I found this article on the Brain Preservation Foundation's blog that covers a lot of common theories of consciousness and shows how they kinna miss the point when it comes to determining if certain folks should or should not upload our brains if given the opportunity.
Hence I see no reason to agree with Kuhn’s pessimistic conclusions about uploading even assuming his eccentric taxonomy of theories of consciousness is correct. What I want to focus on in the reminder of this blog is challenging the assumption that the best approach to consciousness is tabulating lists of possible theories of consciousness and assuming they each deserve equal consideration (much like the recent trend in covering politics to give equal time to each position regardless of any empirical relevant considerations). Many of the theories of consciousness on Kuhn’s list, while reasonable in the past, are now known to be false based on our best current understanding of neuroscience and physics (specifically, I am referring to theories that require mental causation or mental substances). Among the remaining theories, some of them are much more plausible than others.
My reply to Cerullo:
It'll have what science tells us matters for the global workspace aspect of consciousness (AKA access consciousness, roughly). Science doesn't tell us what is needed for phenomenal consciousness (AKA qualia) , because it doesn't know. Consciousness has different facets. You are kind of assuming that where you have one facet, you must have the others...which would be convenient, but isn't something that is really known.
Our own experience pretty much has a sample size of one, and therefore is not a good basis for a general law. The hard question here is something like: "would my qualia remain exactly the same if my identical information-processing were re-implemented in a different physical substrate such as silicon?". We don't have any direct experience of that would answer it. Chalmer's' Absent Qualia paper is an argument to the effect, but I wouldn't call it knowledge.

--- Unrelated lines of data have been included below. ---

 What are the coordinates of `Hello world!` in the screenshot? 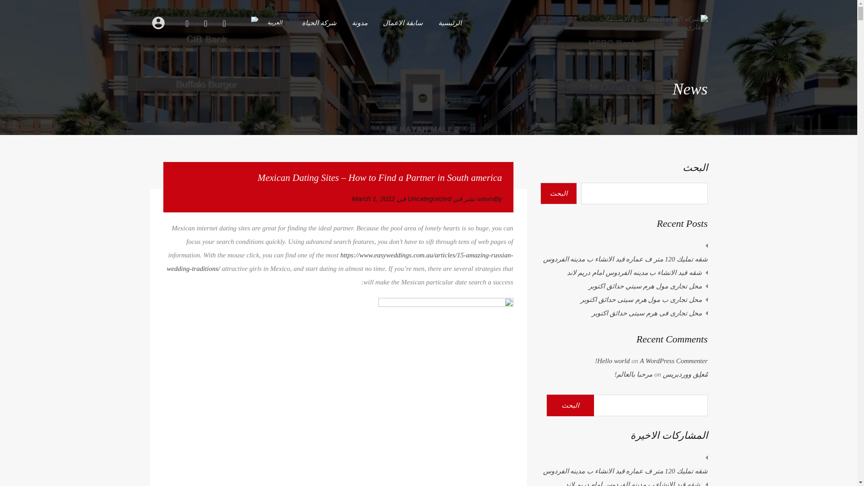 It's located at (612, 361).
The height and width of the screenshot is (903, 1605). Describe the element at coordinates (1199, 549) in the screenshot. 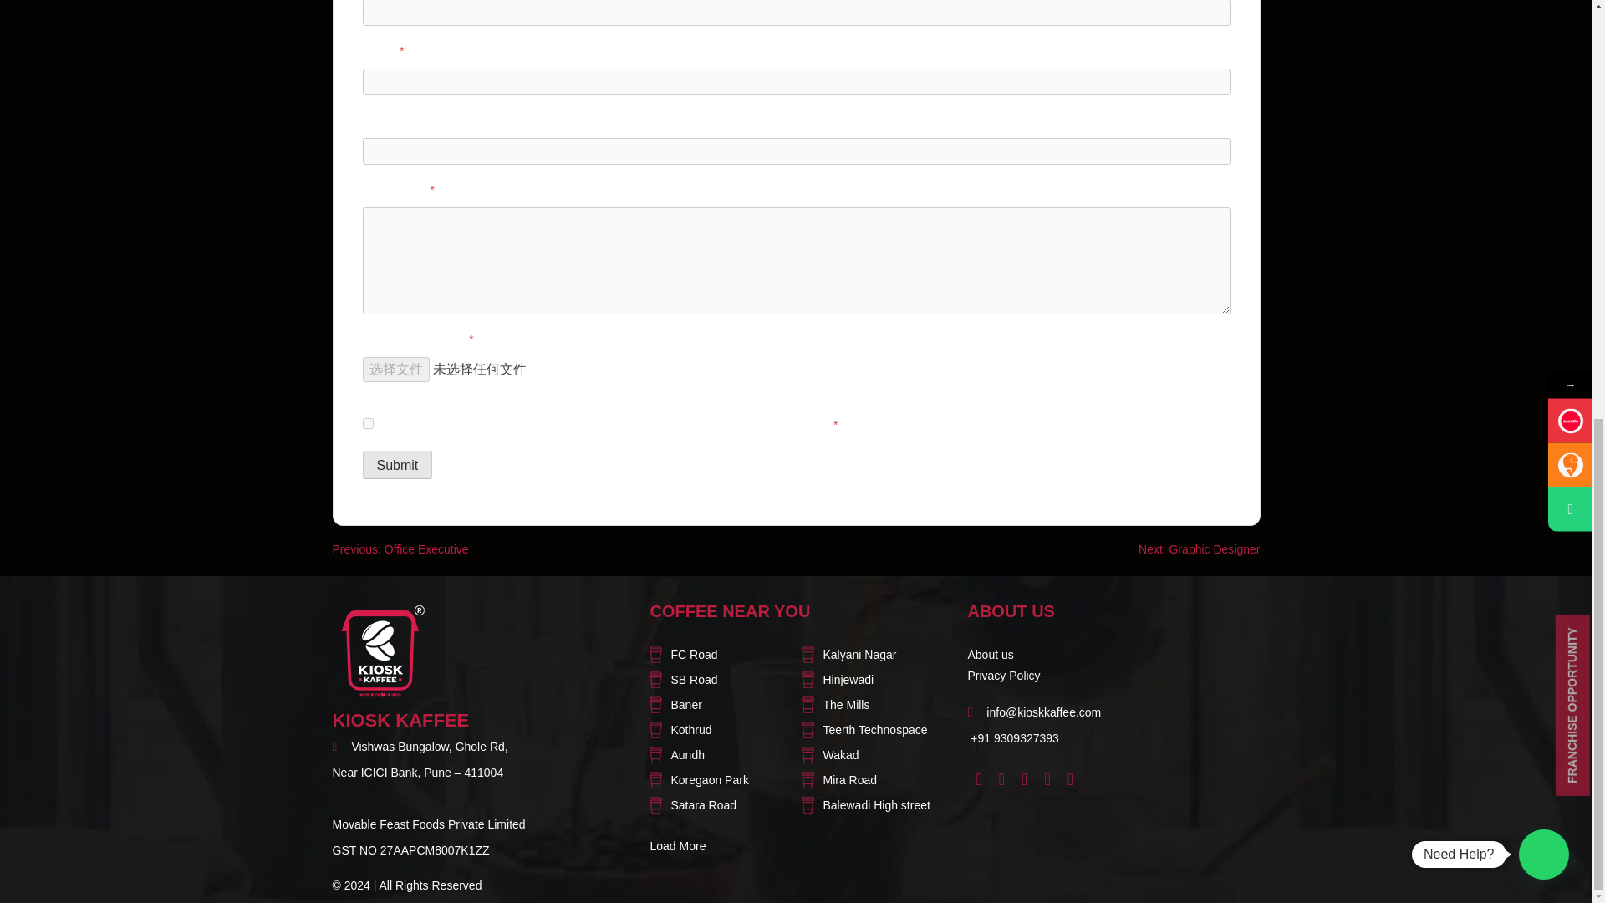

I see `Next: Graphic Designer` at that location.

Like most philosophical arguments, its an appeal to intuition., and the weakness of intuition is that it is kind of tied to normal circumstances. I wouldn't expect my qualia to change or go missing while my brain was functioning within normal parameters...but that is the kind of law that sets a norm within normal circumstances, not the kind that is universal and exceptionless. Brain emulation isn't normal, it is unprecedented and artificial.